The fertility of the olives visible on the side of the road, or whenever Kiarostami decides to go for a total shot of the landscape, stands in stark contrast with the horrifying ramifications of the 1990 earthquake in the region which killed more than 50,000 people. I couldn’t help wondering why the olives seem so untouched by the disaster? When Kiarostami pans along the olives moving tenderly with the wind, I felt a sense of timelessness. People declare that they live under the trees, they build their home between the olives. In one scene, in which the director speaks about the ghosts of the village answering as an echo to greetings, I felt it was the olives answering and that maybe each victim of a natural disaster turned into the plant most important to the land she or he has been living on. There it was again, a sense of magic attached to the tree.
Through the Olive Trees focuses on Hossein (playing, like almost everybody including the trees, a version of himself), a tragic man who tries to convince a woman and co-actress of a film shot in the region to marry him. He fell in love with her at a cemetery surrounded by olive trees. She refuses to speak to him and her grandmother declares him unfit as he has no house and is illiterate. While for a long time the trees seem like just a part of the setting for the director (comparable not only to the many flower pots brought to the film set in the film by young boys but also to Californian olives employed in many classical Hollywood films set in the Mediterranean but shot in a Los Angeles film studio), they become something different towards the end of the film.
Hossein, motivated by the director, follows the silent woman through a grove of olive trees, while the director tries to follow them.
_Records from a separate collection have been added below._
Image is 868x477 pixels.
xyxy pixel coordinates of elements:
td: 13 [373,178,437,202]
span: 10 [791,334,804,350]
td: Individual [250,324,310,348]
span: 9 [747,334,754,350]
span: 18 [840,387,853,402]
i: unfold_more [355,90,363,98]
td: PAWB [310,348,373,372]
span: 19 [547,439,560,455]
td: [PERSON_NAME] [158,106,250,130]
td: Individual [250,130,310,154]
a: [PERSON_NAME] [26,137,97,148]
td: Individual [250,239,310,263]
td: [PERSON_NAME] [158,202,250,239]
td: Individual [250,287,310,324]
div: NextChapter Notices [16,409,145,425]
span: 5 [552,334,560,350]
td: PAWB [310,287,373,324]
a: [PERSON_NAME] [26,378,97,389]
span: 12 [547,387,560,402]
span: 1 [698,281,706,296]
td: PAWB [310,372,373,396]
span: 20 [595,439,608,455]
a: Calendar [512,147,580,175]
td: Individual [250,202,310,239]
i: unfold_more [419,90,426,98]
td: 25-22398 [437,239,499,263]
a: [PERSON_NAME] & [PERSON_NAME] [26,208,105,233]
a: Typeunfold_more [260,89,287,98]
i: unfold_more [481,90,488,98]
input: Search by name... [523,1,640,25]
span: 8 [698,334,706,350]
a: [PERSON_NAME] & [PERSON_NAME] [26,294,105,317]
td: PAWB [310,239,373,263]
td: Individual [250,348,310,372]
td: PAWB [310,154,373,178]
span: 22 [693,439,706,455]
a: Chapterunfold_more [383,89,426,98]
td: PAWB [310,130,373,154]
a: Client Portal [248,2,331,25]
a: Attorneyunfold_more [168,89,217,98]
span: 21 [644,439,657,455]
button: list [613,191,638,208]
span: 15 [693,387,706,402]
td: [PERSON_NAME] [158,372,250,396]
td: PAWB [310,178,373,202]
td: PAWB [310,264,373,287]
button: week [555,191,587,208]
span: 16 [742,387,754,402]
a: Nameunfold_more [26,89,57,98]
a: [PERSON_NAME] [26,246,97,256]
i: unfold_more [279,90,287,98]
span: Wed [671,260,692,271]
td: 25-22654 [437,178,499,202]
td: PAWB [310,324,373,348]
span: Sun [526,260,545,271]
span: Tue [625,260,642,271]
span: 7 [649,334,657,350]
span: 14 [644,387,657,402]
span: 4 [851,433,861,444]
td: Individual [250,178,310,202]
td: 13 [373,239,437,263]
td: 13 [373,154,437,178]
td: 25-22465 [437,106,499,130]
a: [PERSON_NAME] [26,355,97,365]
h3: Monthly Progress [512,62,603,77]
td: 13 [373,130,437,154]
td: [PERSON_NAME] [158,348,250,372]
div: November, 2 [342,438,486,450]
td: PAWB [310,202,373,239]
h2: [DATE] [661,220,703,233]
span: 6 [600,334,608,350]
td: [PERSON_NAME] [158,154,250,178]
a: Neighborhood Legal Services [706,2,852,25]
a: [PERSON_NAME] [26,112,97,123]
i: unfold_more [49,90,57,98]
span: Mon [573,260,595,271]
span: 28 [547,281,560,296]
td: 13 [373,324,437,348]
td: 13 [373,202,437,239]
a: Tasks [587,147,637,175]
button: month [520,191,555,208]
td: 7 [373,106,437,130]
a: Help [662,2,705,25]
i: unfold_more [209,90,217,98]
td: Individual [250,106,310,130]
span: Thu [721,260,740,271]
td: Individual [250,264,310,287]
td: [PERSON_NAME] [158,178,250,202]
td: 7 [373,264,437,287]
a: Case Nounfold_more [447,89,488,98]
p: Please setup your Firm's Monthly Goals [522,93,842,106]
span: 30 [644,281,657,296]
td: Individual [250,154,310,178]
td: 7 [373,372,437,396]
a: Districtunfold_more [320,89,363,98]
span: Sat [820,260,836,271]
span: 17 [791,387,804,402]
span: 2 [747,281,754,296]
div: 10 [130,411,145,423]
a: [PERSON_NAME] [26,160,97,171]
The young man confronts her again and again with his desire to marry her while she remains silent and keeps on walking. The film cuts to a long shot, unable to move closer. Finally, there is a scene, but the director is unable to film it. Somehow the olives begin to veil this possible love story. They hold a position between film and reality. Whoever moves between them can hide. They grow so densely that the camera can’t look through them.
What the camera can’t really capture is life beyond its construction. It’s a tragedy because the filmmaker dreams about crossing class boundaries. Cinema is part of people’s life but not all of life is part of cinema. The director of the film within the film has access to the lives of those people but their true emotions and convictions remain hidden. It’s only through imagination, as Kiarostami has said, that we can see the reaction of the woman. To me, it is surprising how unanimous critics feel her answer is positive. How do they know? Is it because the director said so? Kiarostami, too, can’t film through the olive trees. He accepts his impotence and remains a foreigner to these people and also to the olive trees that speak louder to those who grew up between them. “And through the olive trees we saw / The twinkle of my vesper lamp; / Wilt kiss me now as then, my Phaon?”, wrote Sappho, and we can feel her desire from a distance in these last unanswered seconds of Through the Olive Trees.
Maybe the sensation of death I had when I first encountered an olive tree was that very same impotence. I subconsciously experienced a foreignness and as much as cinema can give us the illusion and even the means to bridge gaps between cultures, classes and living beings, it is eternally failing. I have no idea what an olive from Iran tastes like.